Rating:  Summary: I need water and a pain killer.. Review: If you ever wondered what it was like to be out of control at 19, when your parents weren’t around or couldn’t care less and have a gold credit card in your pocket in that summer when your high school ties are still strong and your college life hasn’t taken over. We catch Clay and his friends at the tail end of the excitement, in fact we catch it at its very bottom. Julian is in the pit, ... addled, debt to his dealer, he has gone as low as you can and he is so messed up, he brings his friend along. Clay’s other friends in that apartment has taken debauchery, nastiness, and just plain evil to another plane, and the girl are on drugs and clueless. So just meet me at the beach, the caf?and the bar for some drinks and we go to the club tonight. But the book is more like the hangover. In fact, it is the hangover, the whole 100 and something pages of it. We get dragged all over LA in a fit of depression. It’s all stupid, it’s all boring, and I don’t want to be there anymore but if you are interested it’s how it is. It’s the after-low of the after party. Although the events are riveting at moments, for the most part, I felt like, I turned up and everybody was going home. But read it anyway, if you are curious, about the downside of a ... 80s Beverly hills high culture. the dark cousin of "Clueless" or "90210" just don’t expect to have a good time. You will be shocked and repulsed. (If you want a party, go read “Trainspotting?It’s low but they were still enjoying it all in their own strange way). Don'y take it to the beach. It’s not a summer book. Read it in bed while drinking water on a Sunday when you over did it the night before. The characters will be good company to you.

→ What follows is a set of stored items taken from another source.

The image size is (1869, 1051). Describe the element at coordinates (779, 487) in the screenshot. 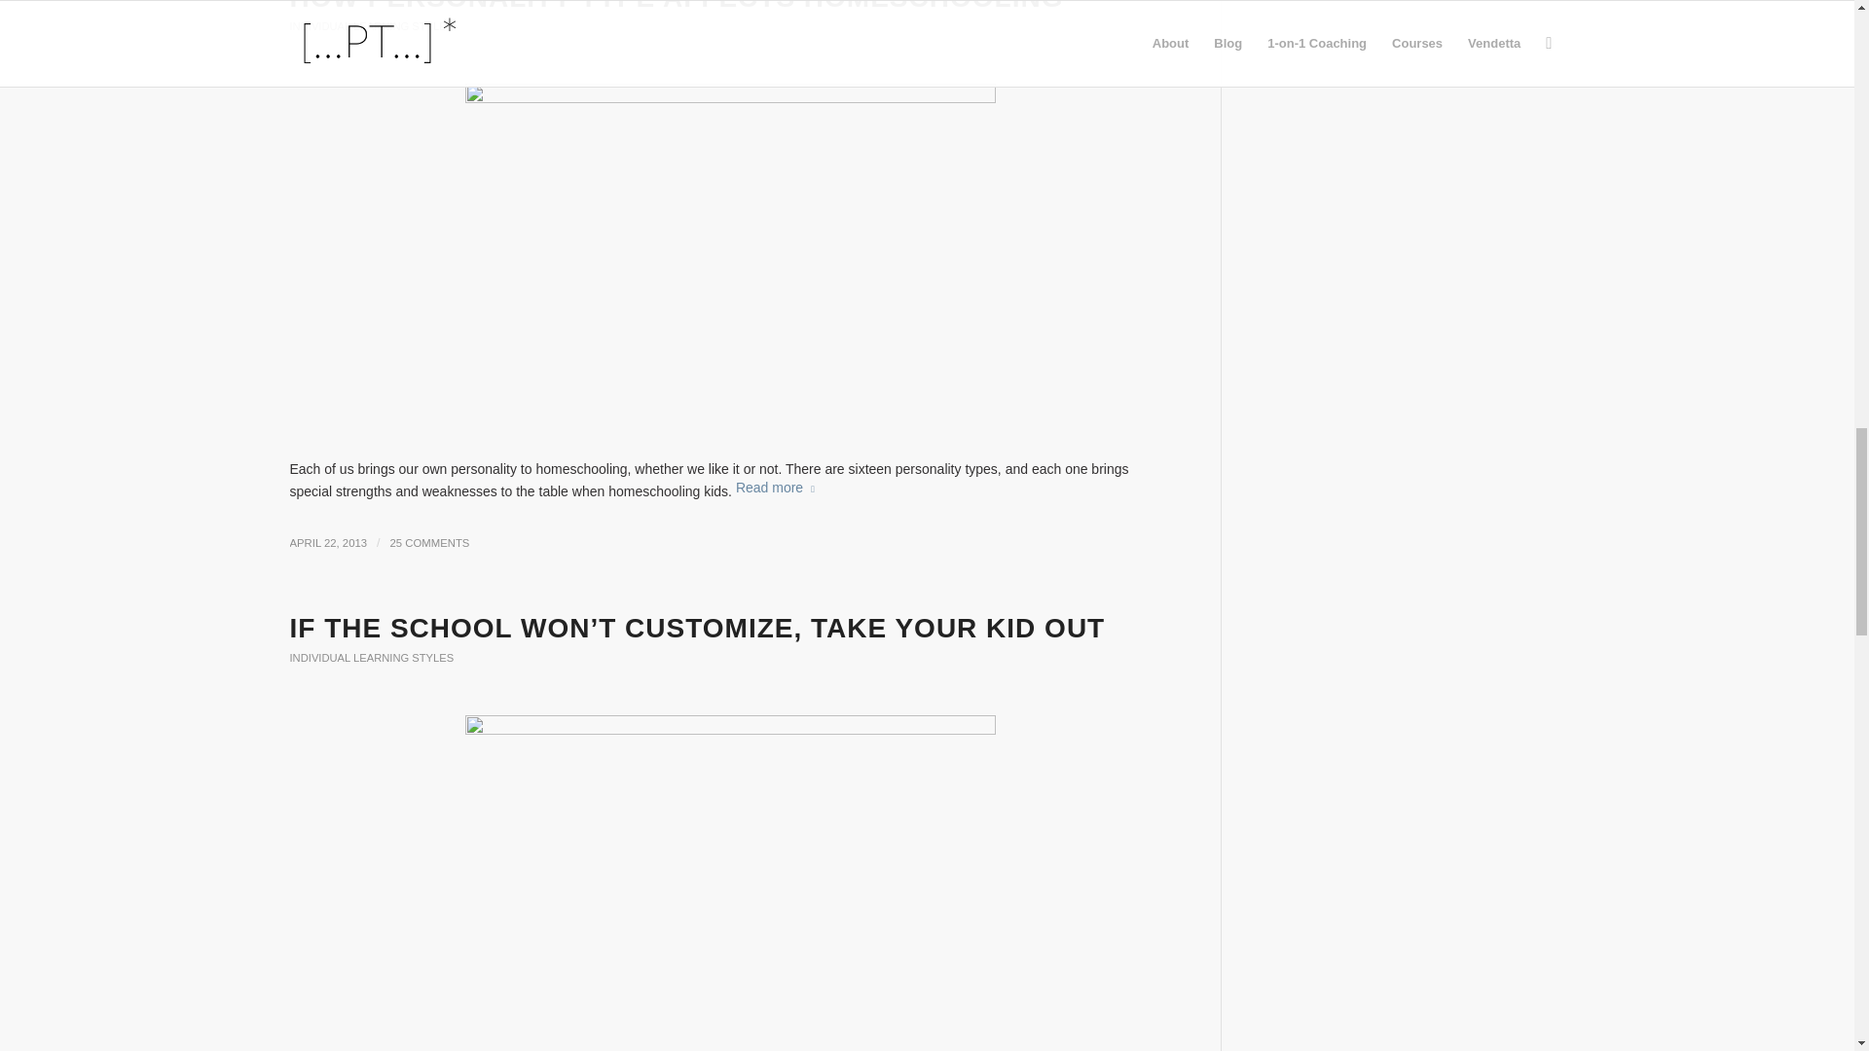

I see `Read more` at that location.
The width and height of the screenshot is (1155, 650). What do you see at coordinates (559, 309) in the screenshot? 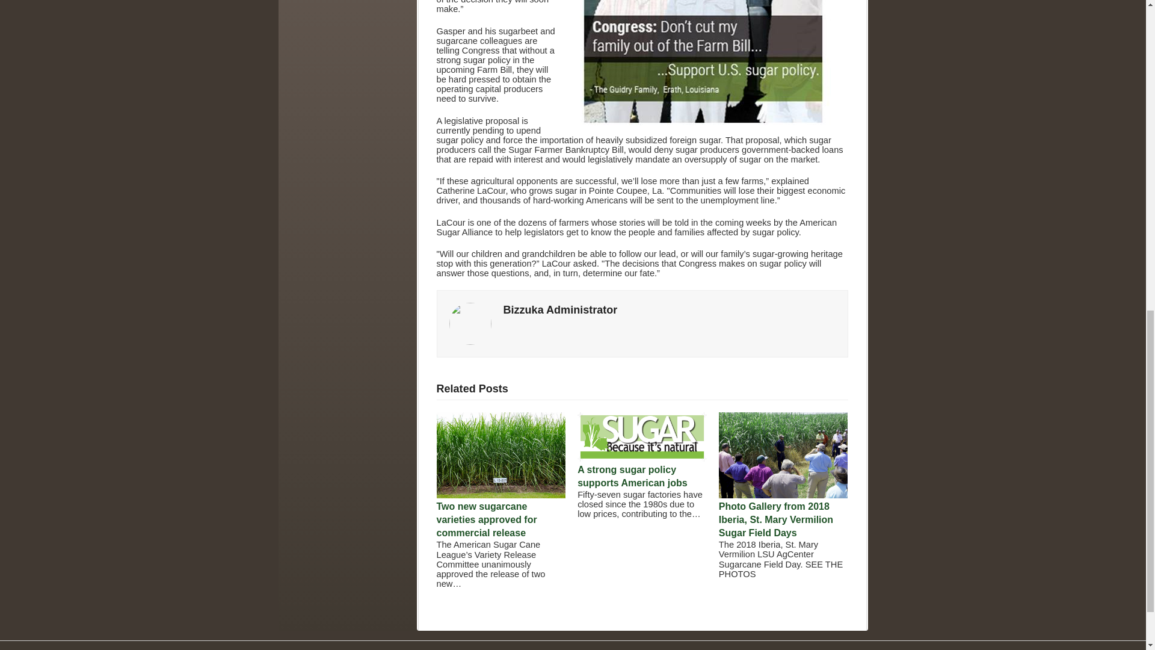
I see `Visit Author Page` at bounding box center [559, 309].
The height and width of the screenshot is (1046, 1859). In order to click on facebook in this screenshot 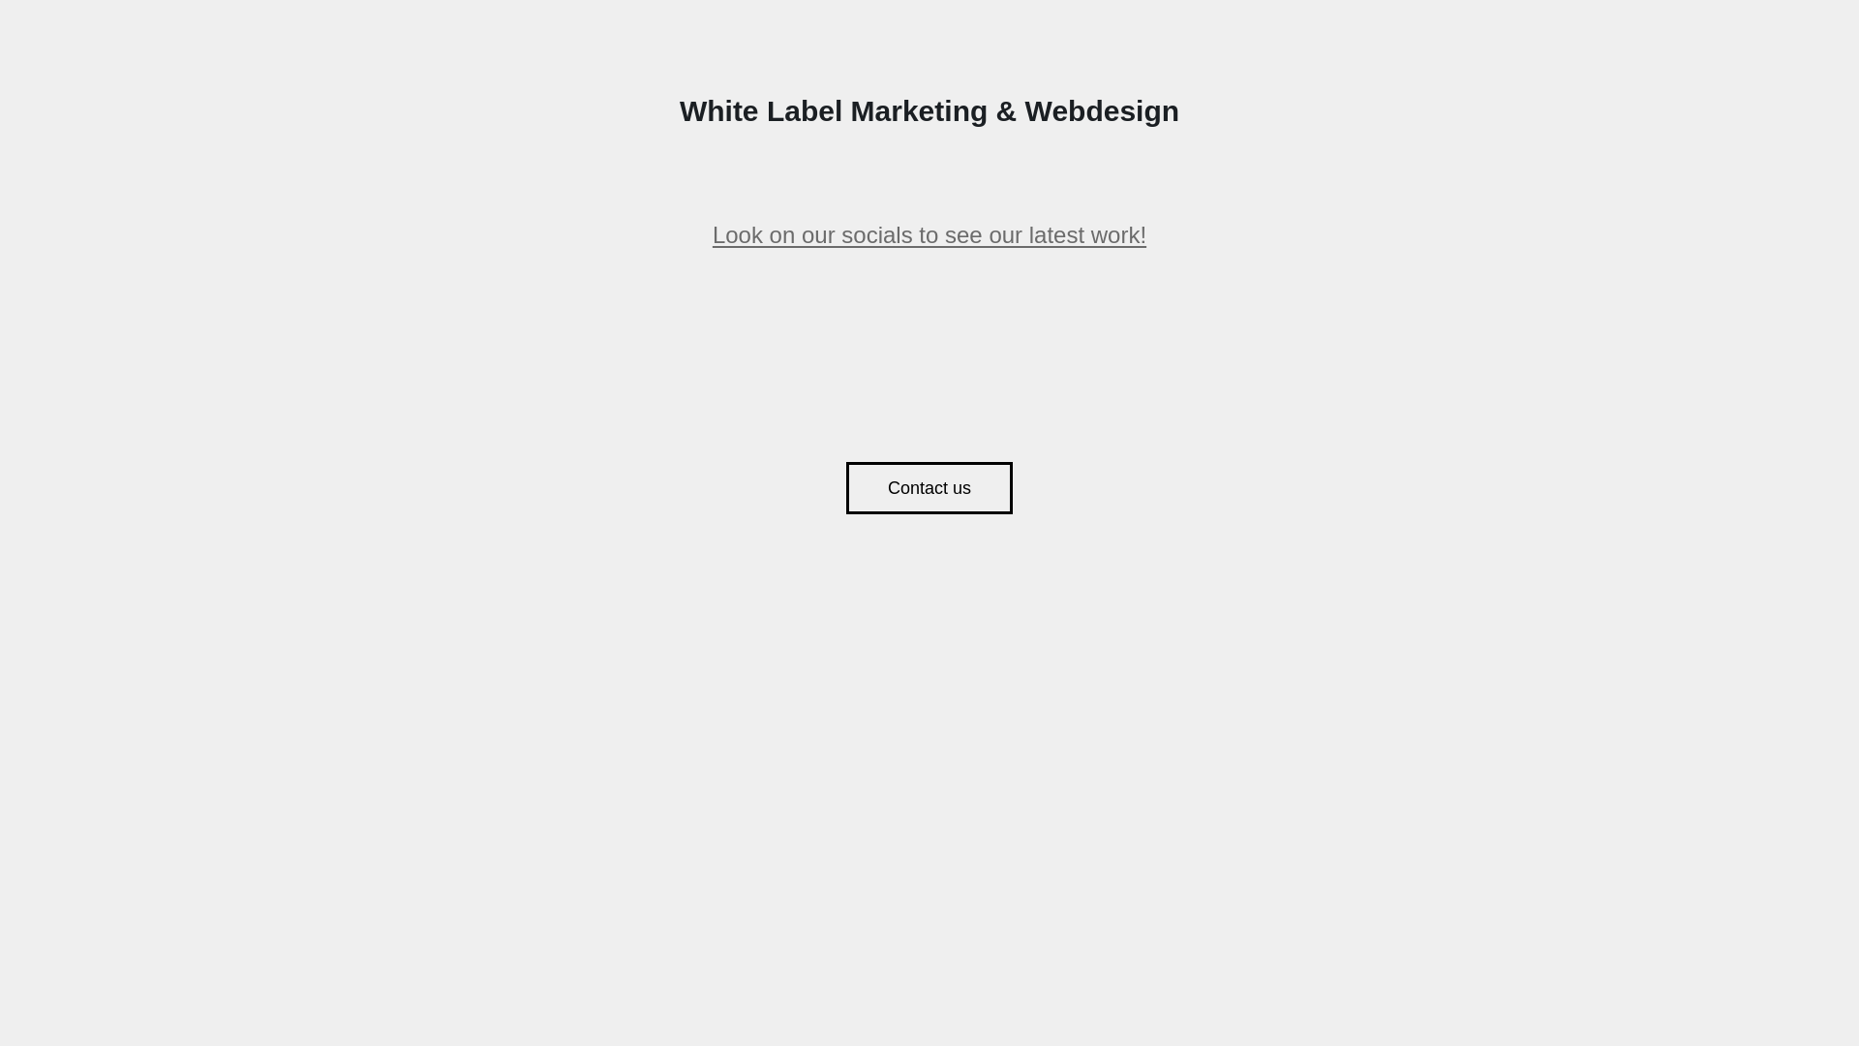, I will do `click(930, 364)`.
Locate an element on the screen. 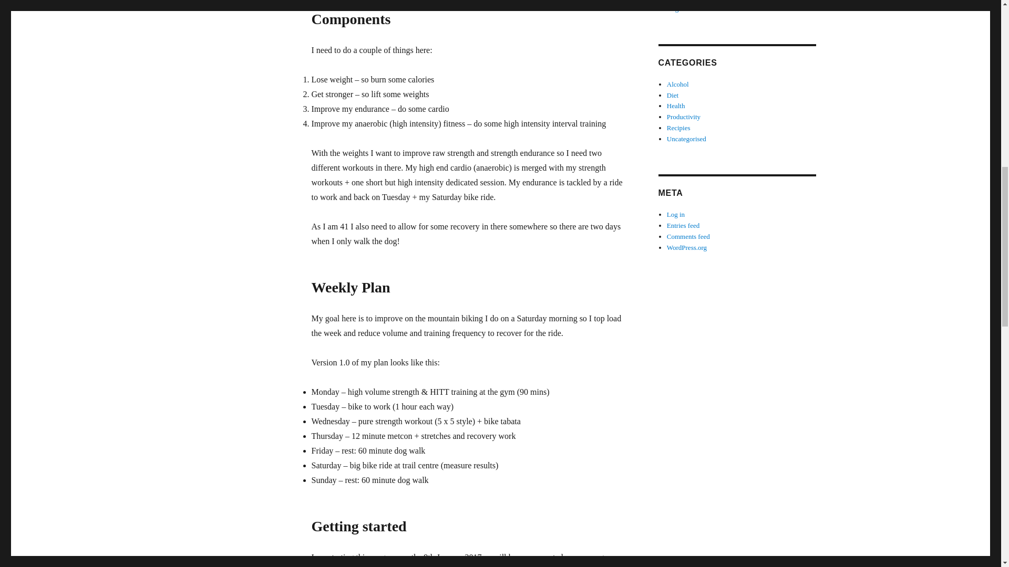  Recipies is located at coordinates (678, 128).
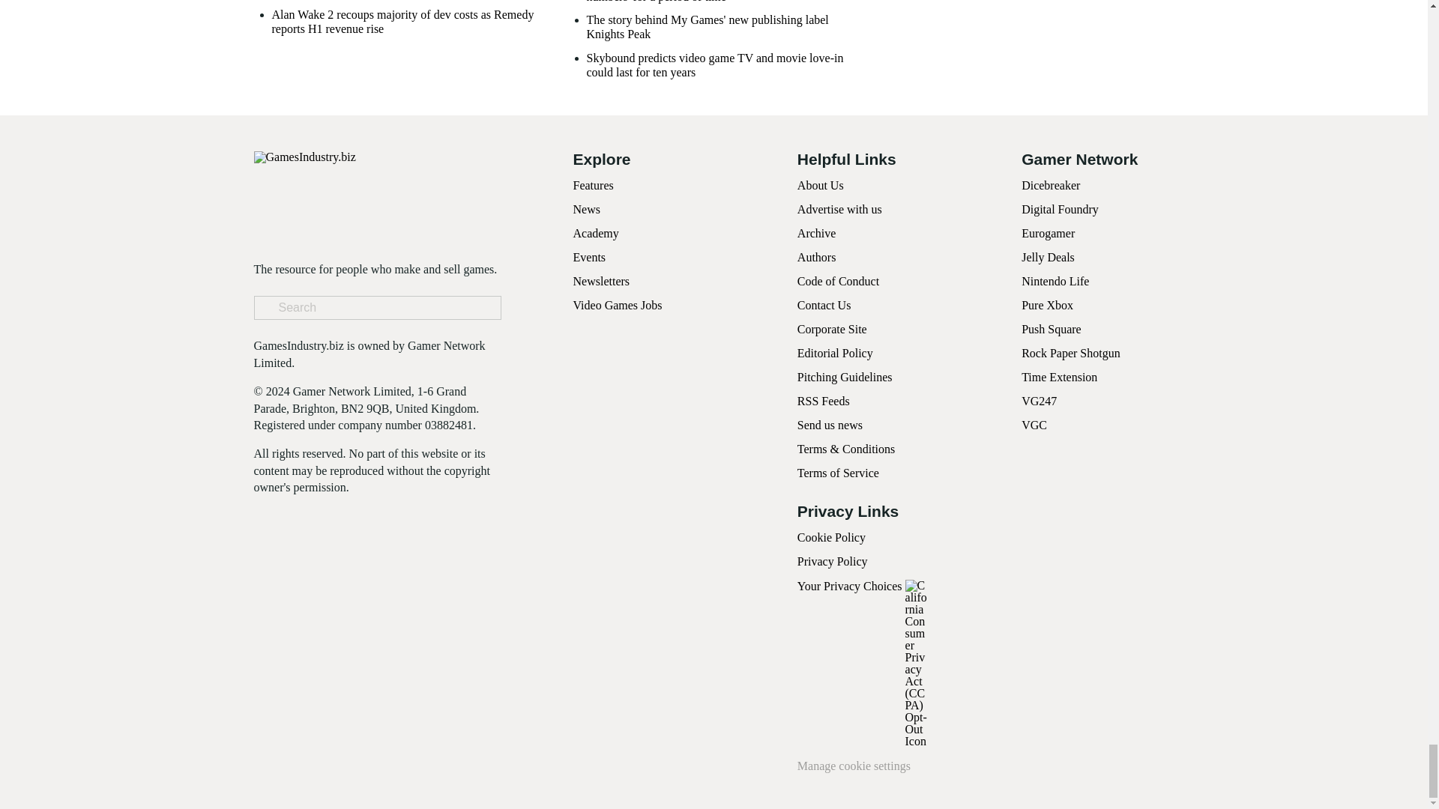 The image size is (1439, 809). I want to click on Events, so click(589, 257).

Rating:  Summary: Another Pitiful Attempt Review: Once again, this is simply a depressing and actually quite annoying novel, if you have the morals of a street bum and allow yourself to call it that.This book wasn't a waste of time, today's world demands sensless, mind-numbing, idiotic scribblings of the pen like these.To compare this to "Catcher in the Rye" is the greatest insult to "Catcher" that I can personally think of.Nor is it satirical, as some have said.By the third chapter, I was hoping that Clay would get in a car wreck while driving drunk, or possibly the book could just end and the rest of the pages could be blank.For God's sake, it doesn't even have one sober main character!Food poisoning is a greater joy than reading this shrill, insufferable, insolent, and downright intolerable book. It is, in short, quite possibly the worst book I have ever read.